Antitank Artillery
Antitank Artillery
a type of ground artillery designed to strike tanks and other armored targets; antitank artillery is also used in warfare against manpower and means of fire.
Specialized antitank guns appeared in various armies in the late 1920’s. The first antitank guns in the Red Army were a 37-mm cannon (1930) and a 45-mm cannon (1932). In the late 1930’s antitank artillery was included in the composition of combined arms units, and the reserve of the High Command had antitank artillery units. In April 1941 the first ten antitank artillery brigades were formed. Each brigade had 136 guns, including 48 76-mm guns, 48 85-mm guns, 24 107-mm guns, and 16 37-mm guns. Antiaircraft cannon were also used as antitank guns. By an order of the People’s Commissariat of Defense on July 1, 1942, during the Great Patriotic War, antitank artillery was renamed tank-destroyer artillery.
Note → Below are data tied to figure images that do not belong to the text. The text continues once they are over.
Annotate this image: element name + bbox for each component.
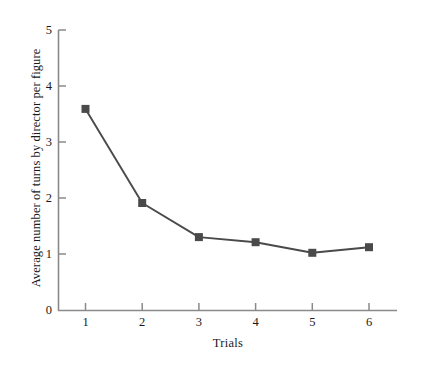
data-point-markers [82,105,374,257]
x-axis-ticks [86,303,370,311]
data-line [86,109,370,253]
data-point-marker [195,233,203,241]
data-point-marker [308,249,316,257]
x-tick-label: 4 [247,316,265,328]
data-point-marker [138,199,146,207]
data-point-marker [82,105,90,113]
y-axis-title: Average number of turns by director per … [22,18,50,318]
x-tick-label: 6 [360,316,378,328]
x-tick-label: 3 [190,316,208,328]
x-tick-label: 5 [303,316,321,328]
data-point-marker [365,243,373,251]
x-tick-label: 1 [77,316,95,328]
data-point-marker [252,238,260,246]
y-axis-ticks [59,30,67,254]
x-axis-title: Trials [58,336,398,351]
x-tick-label: 2 [133,316,151,328]
chart-figure: 5 4 3 2 1 0 1 2 3 4 5 6 Average number o… [0,0,425,377]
During the war several antitank cannon were developed and adopted, including the 45-mm (1942), 57-mm (1943), 76-mm (1942), and 100-mm cannon (1944).
In 1943 new types of ammunition—subcaliber projectiles and shaped-charge shells—were adopted, and this expanded the capabilities of antitank artillery against all types of enemy tanks. In addition to towed antitank artillery, self-propelled 85-mm, 100-mm, and 122-mm guns were used successfully to fight tanks. The fascist German Army had primarily 37-mm, 50-mm, 75-mm, and 88-mm antitank guns. In 1943 the Red Army formed tank-destroyer brigades consisting of two regiments of 76-mm cannon and one regiment of 45-mm or 57-mm cannon. Each regiment had five or six batteries of four guns apiece.
After the war, new towed and self-propelled 85-mm cannon, 82-mm and 107-mm recoilless guns, and 122-mm and 130-mm cannon with highly effective shells were adopted. The antitank artillery of present-day foreign armed forces includes 85-mm, 90-mm, 100-mm, and 105-mm antitank cannon and 106-mm and 120-mm recoilless guns.